• [TASK TO COMPLETE]
All lines from the one containing "Describe the element at coordinates (133, 108)" through the last line of the listing should be given again exactly, with no pictures.

• [EXTRACTED ENTRIES]

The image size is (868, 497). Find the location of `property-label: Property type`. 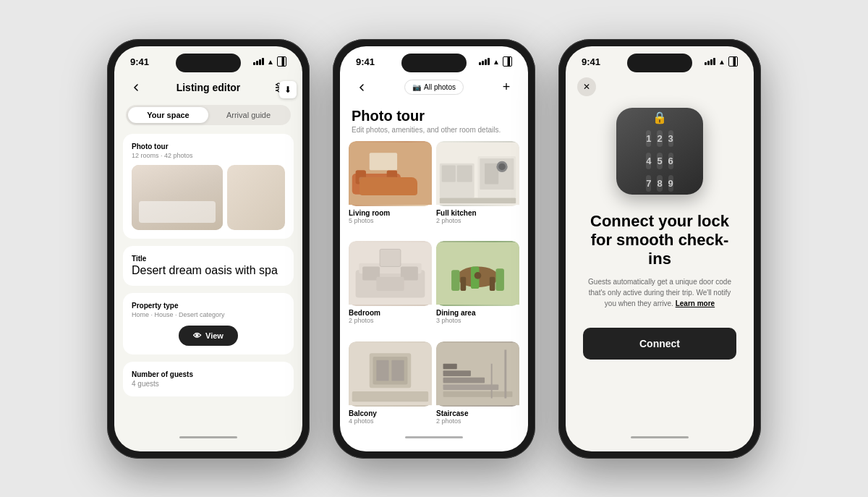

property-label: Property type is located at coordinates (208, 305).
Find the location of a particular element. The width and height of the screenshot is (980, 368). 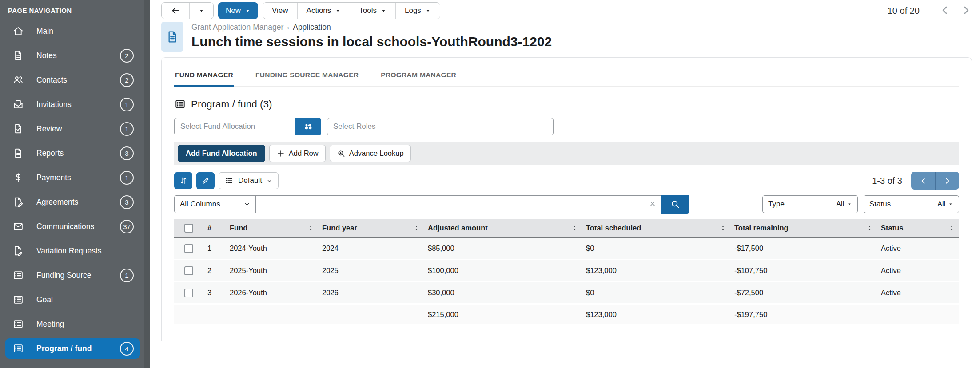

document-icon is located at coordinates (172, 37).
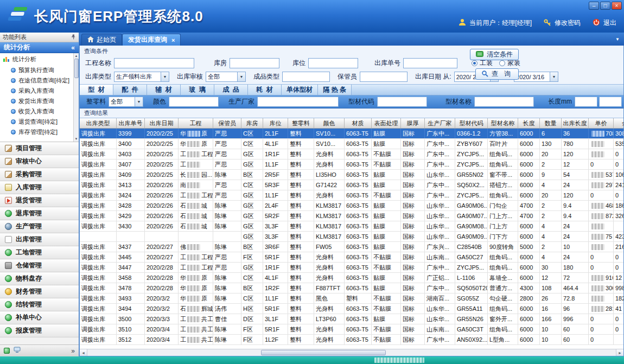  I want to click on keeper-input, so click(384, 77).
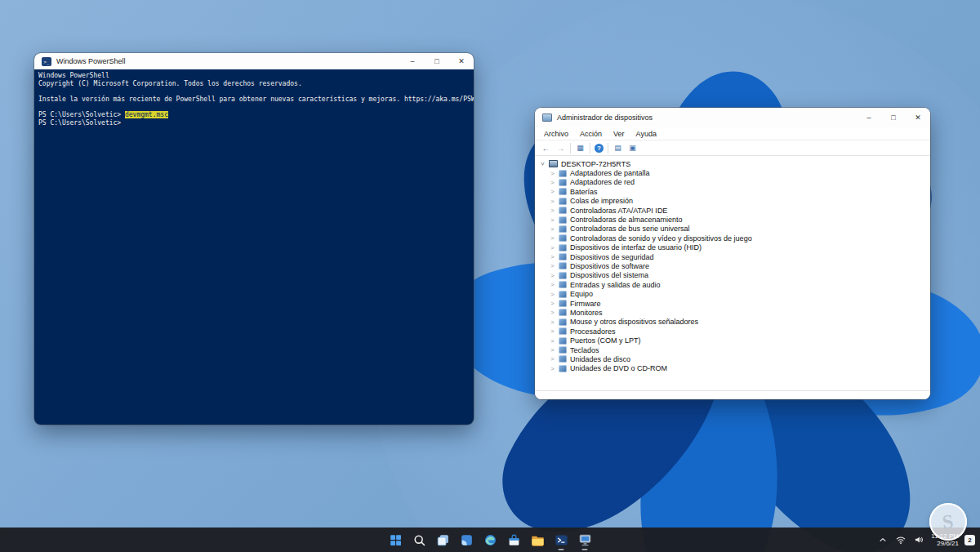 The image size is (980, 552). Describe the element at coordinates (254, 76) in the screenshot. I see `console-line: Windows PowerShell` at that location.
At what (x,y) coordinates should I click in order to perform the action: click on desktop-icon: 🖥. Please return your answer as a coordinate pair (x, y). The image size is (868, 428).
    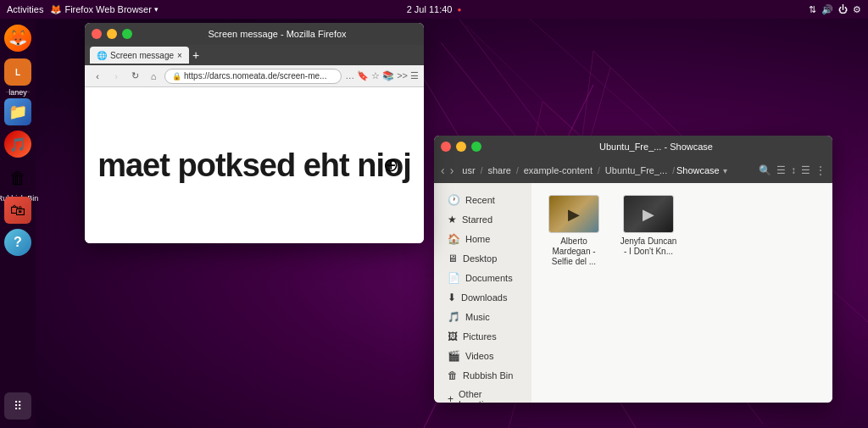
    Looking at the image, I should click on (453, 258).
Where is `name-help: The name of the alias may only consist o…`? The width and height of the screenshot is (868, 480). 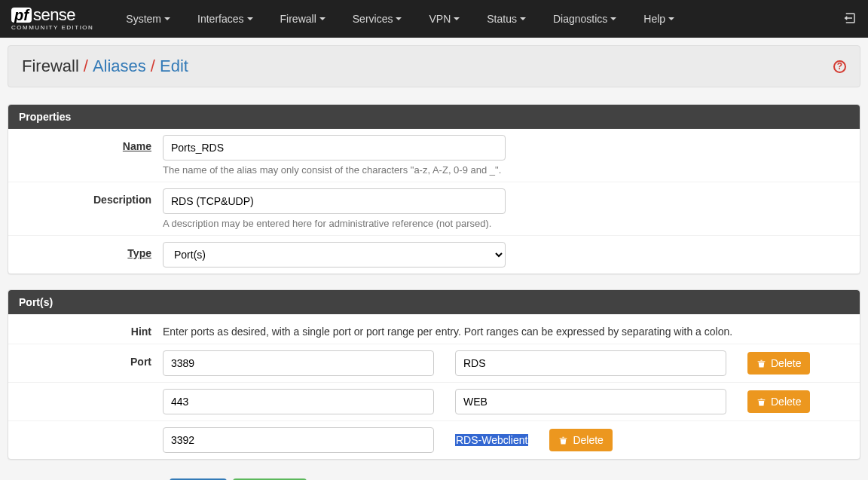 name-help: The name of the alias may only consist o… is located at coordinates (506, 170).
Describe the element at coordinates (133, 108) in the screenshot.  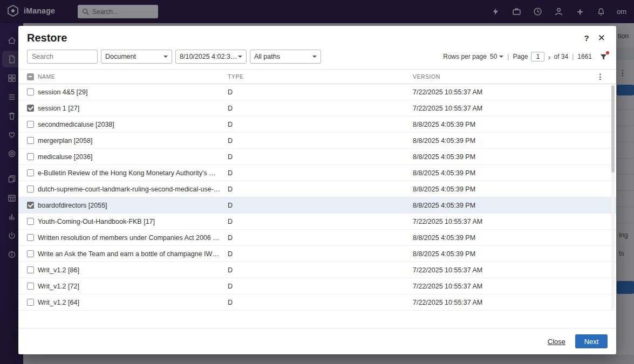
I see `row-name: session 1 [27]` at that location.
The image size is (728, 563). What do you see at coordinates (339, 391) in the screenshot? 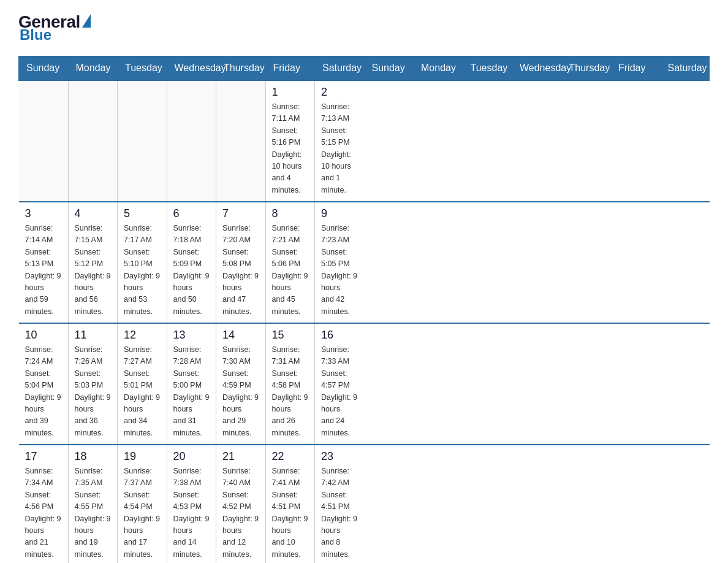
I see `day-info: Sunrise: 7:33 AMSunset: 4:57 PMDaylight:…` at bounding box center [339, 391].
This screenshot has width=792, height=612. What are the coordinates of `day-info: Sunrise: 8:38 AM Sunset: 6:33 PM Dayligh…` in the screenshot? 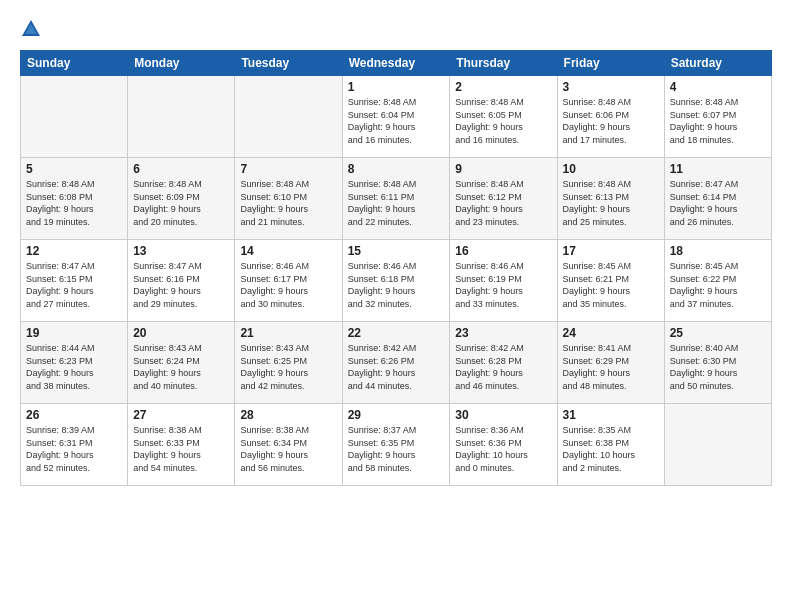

• [COMPLETED EXERCISE]
Describe the element at coordinates (133, 108) in the screenshot.  
I see `row-name: session 1 [27]` at that location.
The image size is (728, 563). What do you see at coordinates (339, 391) in the screenshot? 
I see `day-info: Sunrise: 7:33 AMSunset: 4:57 PMDaylight:…` at bounding box center [339, 391].
This screenshot has width=792, height=612. What are the coordinates of `day-info: Sunrise: 8:38 AM Sunset: 6:33 PM Dayligh…` in the screenshot? 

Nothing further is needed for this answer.